Outside creativity (like general social life), I've read that Fi in IFPs is always evaulating when/where/how what's seen in Extraverted Perception is compatible, and the Tert contributes to this defensive process (personally I can get like this.. I don't value Se in an extremely flowing/receptive way all the time). Si might cause an INFP to pull away a bit (I'd like to hear their own words though).. Ni in ISFPs would cause them to embody some of their critique (how.. I dunno. In style maybe.. Or breaking into animal labs and freeing monkeys or somethingThe sky's the limit).
Sure, if that's how it works for you. I'm not trying to prescride how it has to work for everyone, of course, but because that would be silly. Worse yet, it would be wrong.
I suppose I do conceptulise a lot. Ni is my prime function, and it rather rules my life.
I've mentioned it before: functions operate in different ways for different people. I think what I said probably is one way it can make itself known to an ISFP. When Ni misfires, it can cause them to start diregarding things as meaningless and arbitary. When that happens, it probably starts to get in the way of creativity, rather than promoting it. It all gets a bit angsty.

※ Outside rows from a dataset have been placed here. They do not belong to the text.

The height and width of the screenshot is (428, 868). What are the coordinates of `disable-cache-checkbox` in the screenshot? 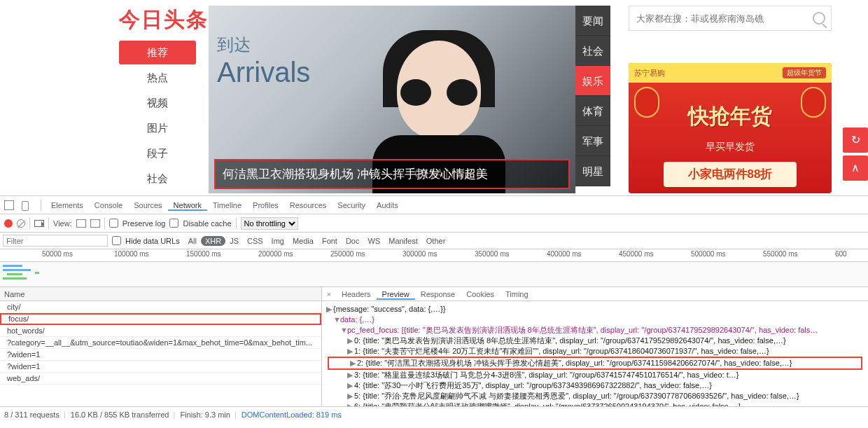 It's located at (174, 223).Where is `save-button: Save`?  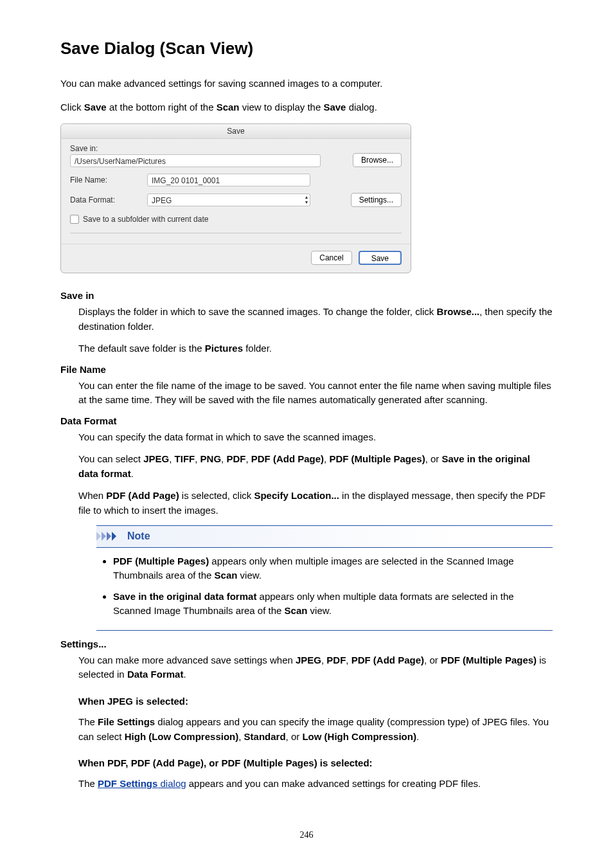 save-button: Save is located at coordinates (380, 258).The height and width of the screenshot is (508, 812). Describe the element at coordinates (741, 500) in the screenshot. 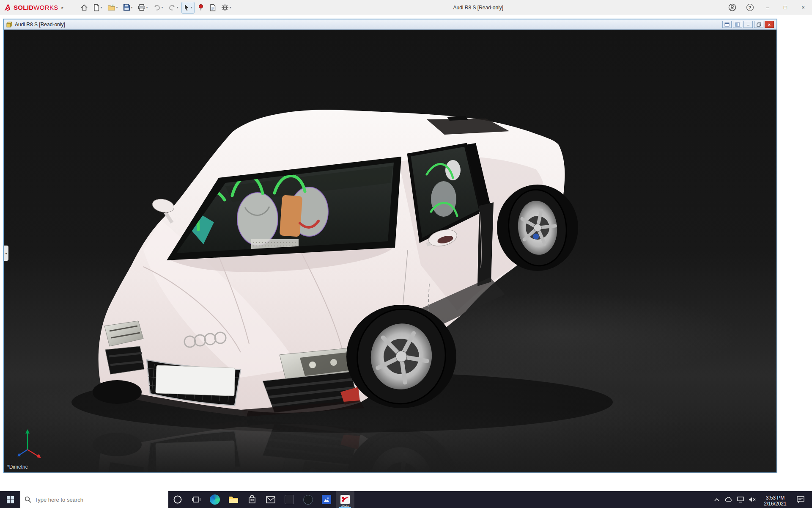

I see `network-icon` at that location.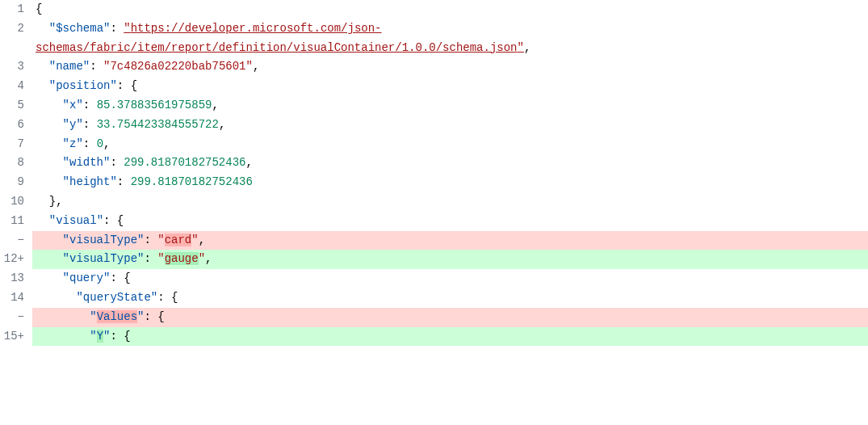 Image resolution: width=868 pixels, height=425 pixels. Describe the element at coordinates (12, 106) in the screenshot. I see `line-number: 5` at that location.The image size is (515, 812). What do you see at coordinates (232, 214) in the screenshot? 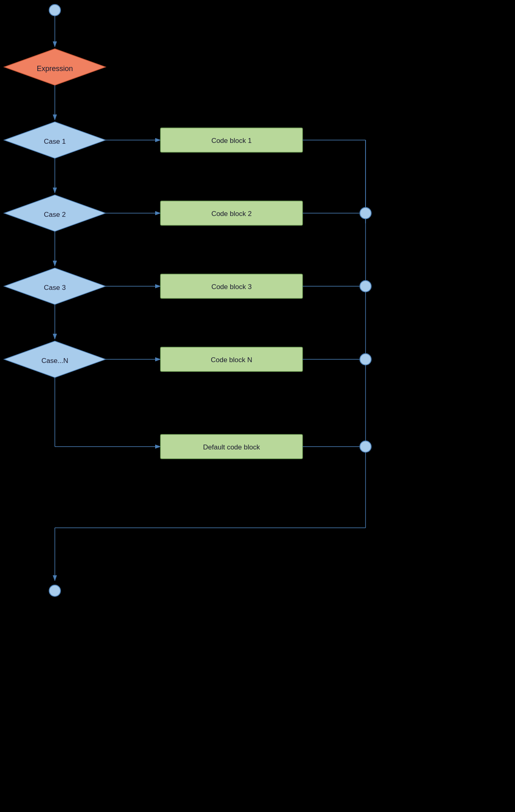
I see `code-block-2-label: Code block 2` at bounding box center [232, 214].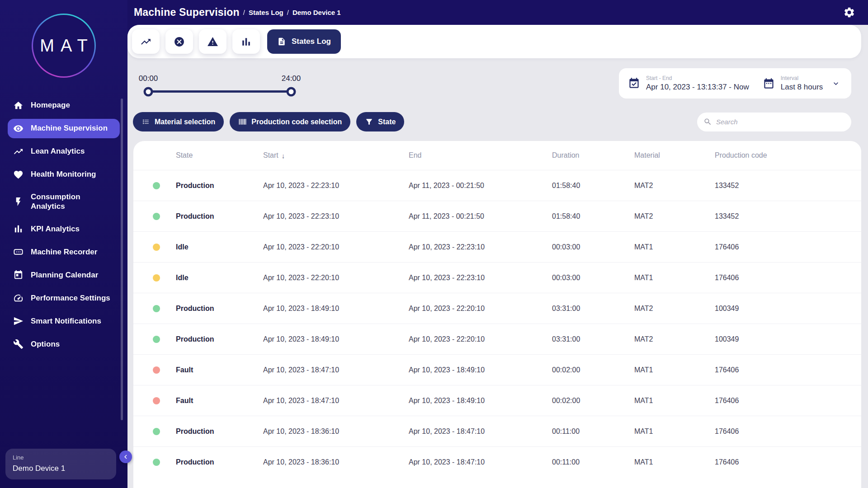 Image resolution: width=868 pixels, height=488 pixels. What do you see at coordinates (148, 79) in the screenshot?
I see `slider-start-label: 00:00` at bounding box center [148, 79].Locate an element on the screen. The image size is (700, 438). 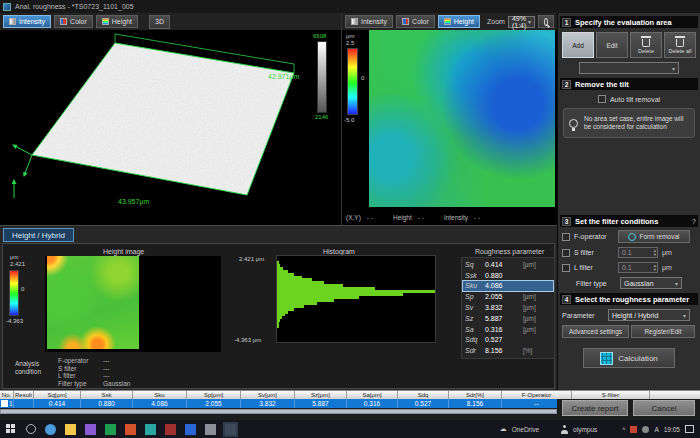
roughness-row: Sku4.086 is located at coordinates (508, 286).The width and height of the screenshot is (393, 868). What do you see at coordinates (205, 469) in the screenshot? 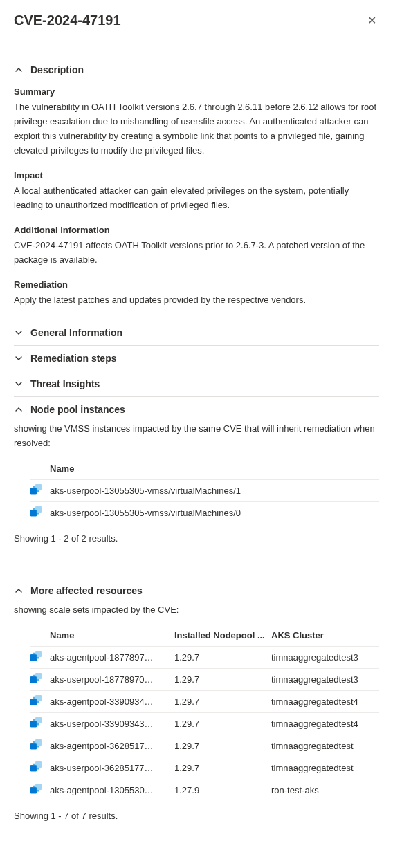
I see `table-header: Name` at bounding box center [205, 469].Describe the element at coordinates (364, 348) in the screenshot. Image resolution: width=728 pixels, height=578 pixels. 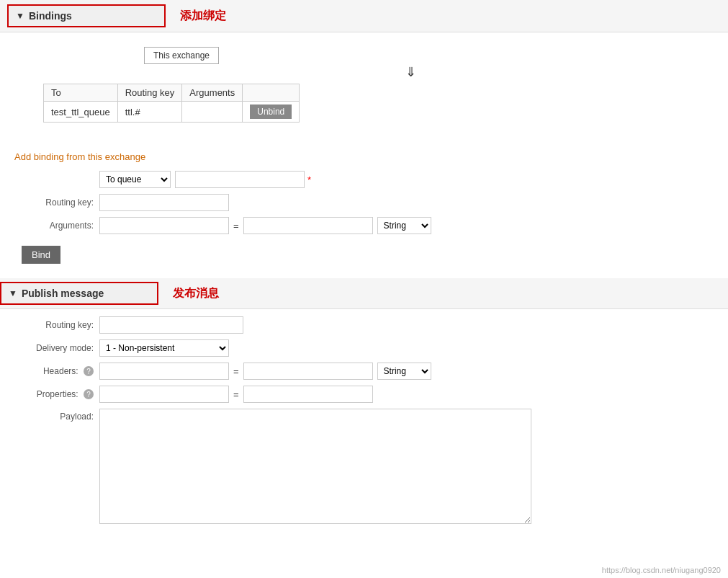
I see `delivery-mode-row: Delivery mode: 1 - Non-persistent 2 - Pe…` at that location.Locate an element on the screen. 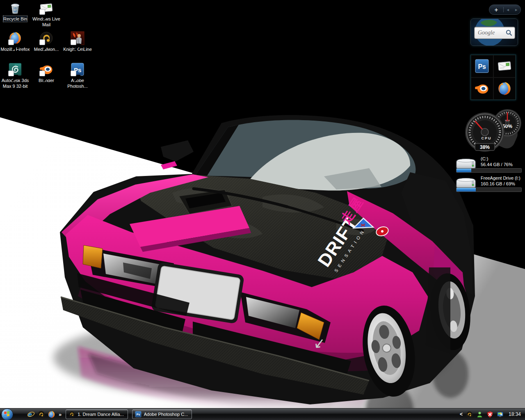 The height and width of the screenshot is (420, 525). taskbar-button-label: 1. Dream Dance Allia... is located at coordinates (101, 414).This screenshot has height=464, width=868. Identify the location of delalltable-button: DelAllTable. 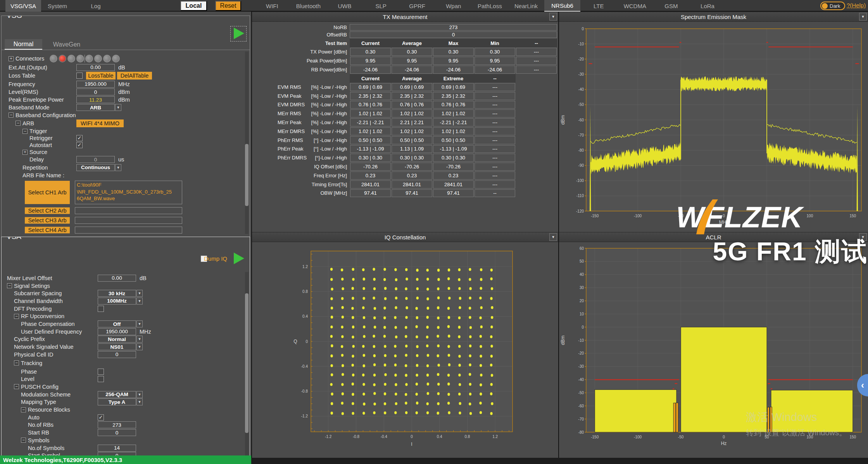
(135, 76).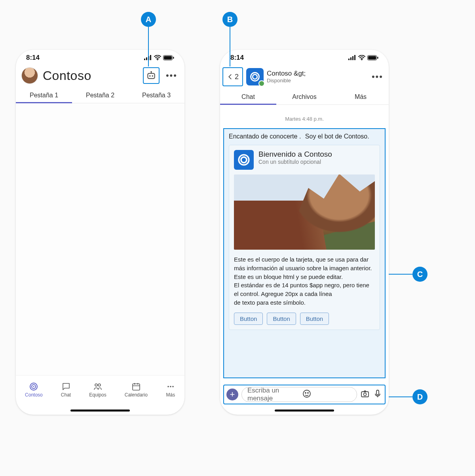  Describe the element at coordinates (148, 19) in the screenshot. I see `callout-a: A` at that location.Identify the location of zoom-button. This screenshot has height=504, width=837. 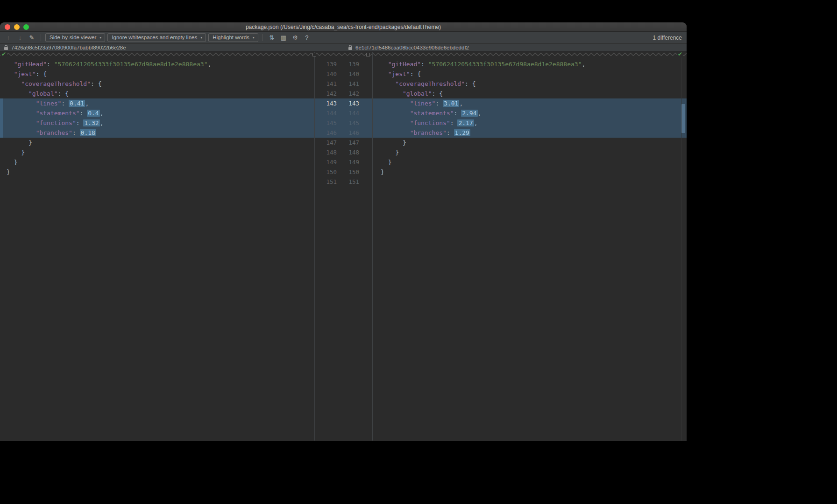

The other way Ni works is as part of novel thought. As an INJ, I spend most of my life twisting and turning ideas around in my head. An ISFP wont take it to that extent, but flipping an idea around may provide them with some new inspiration. Like... a photographer might suddenyt decide that rather than developing the negatives, he's going to use the negatives themselves as his art.